Yea, the bandwidth to the edram on the Wii U would be higher. The 360's edram wasnt really edram on the first versions of the 360, it was on a seperate chip that was placed onto the 360. You sure about the 360 bandwidth, I read that it was cut in half for reads and writes. Like I pointe out, a HD5450 can run Need For Speed Most Wanted and has only 12.8GB/s of bandwidth. The bandwidth savings from edram is huge, so the Wii U would be in far better shape even with only 12.8GB/s to the main memory pool. The edram is the performer here. Its fast, and has enough capacity to hold the bandwidth hogs allowing the main memory to be used exclusively for reads. Keep in mind that the 360 always has to send the framebuffer to the main memory before it can be sent out of display. It also has to use tiling to do a 720p frame with AA, eating up even more bandwidth to the main memory.
That's what we need numbers for, what is the bandwidth between Mem0 and Mem2, and how is the Wii U designed to use it?
I'm pretty sure about the 360 bandwidth, and the diagram shows that the 10GB/s number is for GPU/CPU communications. if the edram was used correctly, as a go between between main ram and the GPU, if the bandwidth between the two RAM pools was high enough, theoretically the GPU would never need to directly read or write with main RAM. if they can stream assets through the faster bus, as well as use some of that for the high bandwidth users, it would make the effective bandwidth much much higher. Kind of like a lower cost way of creating GDDR like overall bandwidth (not really that high, but high enough to stay competitive) as well as keeping resource intensive functions off the GPU registers. A best of both worlds.
Edited by routerbad, 08 April 2013 - 01:28 PM.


◆ Exercise details
Only the lines from the one that contains "identify where <b>bottle</b> appears." through the last line of the records should appear, each printed exactly as it is.

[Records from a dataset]
══════

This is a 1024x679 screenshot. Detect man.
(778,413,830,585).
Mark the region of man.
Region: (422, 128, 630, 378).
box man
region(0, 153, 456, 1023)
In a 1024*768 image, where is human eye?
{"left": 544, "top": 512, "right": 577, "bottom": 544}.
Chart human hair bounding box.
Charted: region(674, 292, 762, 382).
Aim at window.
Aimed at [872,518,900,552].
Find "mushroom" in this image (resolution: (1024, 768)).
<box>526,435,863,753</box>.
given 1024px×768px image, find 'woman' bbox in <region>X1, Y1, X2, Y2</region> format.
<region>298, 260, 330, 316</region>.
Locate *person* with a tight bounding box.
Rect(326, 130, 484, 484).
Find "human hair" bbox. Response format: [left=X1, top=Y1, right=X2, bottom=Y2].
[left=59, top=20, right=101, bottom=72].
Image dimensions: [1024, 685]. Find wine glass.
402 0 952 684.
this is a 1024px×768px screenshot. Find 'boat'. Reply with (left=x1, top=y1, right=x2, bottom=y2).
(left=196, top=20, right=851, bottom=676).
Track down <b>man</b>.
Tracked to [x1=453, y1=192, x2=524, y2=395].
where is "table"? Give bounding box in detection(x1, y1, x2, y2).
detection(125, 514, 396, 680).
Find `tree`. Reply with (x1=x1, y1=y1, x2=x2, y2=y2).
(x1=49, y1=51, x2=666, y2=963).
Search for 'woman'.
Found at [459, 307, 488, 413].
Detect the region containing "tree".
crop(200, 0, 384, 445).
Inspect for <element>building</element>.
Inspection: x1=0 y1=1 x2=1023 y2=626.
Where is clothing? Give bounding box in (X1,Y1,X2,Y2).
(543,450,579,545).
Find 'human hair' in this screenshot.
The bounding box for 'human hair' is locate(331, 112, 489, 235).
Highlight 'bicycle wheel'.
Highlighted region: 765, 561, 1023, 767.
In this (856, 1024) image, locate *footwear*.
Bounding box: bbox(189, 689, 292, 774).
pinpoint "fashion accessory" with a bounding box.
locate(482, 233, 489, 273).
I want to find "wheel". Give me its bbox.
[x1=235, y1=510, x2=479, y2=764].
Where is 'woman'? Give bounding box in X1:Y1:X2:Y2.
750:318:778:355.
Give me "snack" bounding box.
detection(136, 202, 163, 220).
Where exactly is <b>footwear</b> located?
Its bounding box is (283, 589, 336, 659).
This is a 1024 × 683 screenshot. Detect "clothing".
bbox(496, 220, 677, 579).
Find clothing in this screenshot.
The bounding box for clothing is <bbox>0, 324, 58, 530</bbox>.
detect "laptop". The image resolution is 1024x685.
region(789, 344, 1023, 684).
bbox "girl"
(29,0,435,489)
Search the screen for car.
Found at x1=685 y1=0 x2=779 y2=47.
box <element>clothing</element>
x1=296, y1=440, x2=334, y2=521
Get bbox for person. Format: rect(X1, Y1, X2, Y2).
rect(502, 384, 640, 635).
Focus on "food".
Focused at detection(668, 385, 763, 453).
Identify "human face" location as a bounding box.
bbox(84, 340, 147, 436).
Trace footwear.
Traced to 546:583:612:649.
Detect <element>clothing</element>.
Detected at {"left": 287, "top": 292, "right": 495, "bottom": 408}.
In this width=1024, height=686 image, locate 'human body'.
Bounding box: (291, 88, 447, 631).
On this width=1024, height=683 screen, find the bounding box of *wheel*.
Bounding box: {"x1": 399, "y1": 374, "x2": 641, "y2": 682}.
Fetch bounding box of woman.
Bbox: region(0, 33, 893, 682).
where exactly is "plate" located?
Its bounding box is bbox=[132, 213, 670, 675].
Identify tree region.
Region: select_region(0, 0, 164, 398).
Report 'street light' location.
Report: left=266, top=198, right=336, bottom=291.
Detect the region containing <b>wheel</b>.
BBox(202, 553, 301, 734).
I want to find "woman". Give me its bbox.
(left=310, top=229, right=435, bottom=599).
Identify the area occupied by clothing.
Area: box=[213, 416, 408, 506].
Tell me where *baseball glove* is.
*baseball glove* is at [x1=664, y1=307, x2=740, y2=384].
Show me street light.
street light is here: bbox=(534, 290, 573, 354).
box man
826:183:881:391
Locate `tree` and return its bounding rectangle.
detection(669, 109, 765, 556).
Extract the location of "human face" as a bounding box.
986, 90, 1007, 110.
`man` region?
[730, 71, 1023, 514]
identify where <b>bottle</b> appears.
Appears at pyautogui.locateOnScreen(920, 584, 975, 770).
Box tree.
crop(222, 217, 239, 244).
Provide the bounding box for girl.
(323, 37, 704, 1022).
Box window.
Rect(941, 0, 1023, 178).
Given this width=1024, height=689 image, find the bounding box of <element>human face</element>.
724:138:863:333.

══════

◆ Problem solution
identify where <b>bottle</b> appears.
Appears at pyautogui.locateOnScreen(920, 584, 975, 770).
Box tree.
crop(222, 217, 239, 244).
Provide the bounding box for girl.
(323, 37, 704, 1022).
Box window.
Rect(941, 0, 1023, 178).
Given this width=1024, height=689 image, find the bounding box of <element>human face</element>.
724:138:863:333.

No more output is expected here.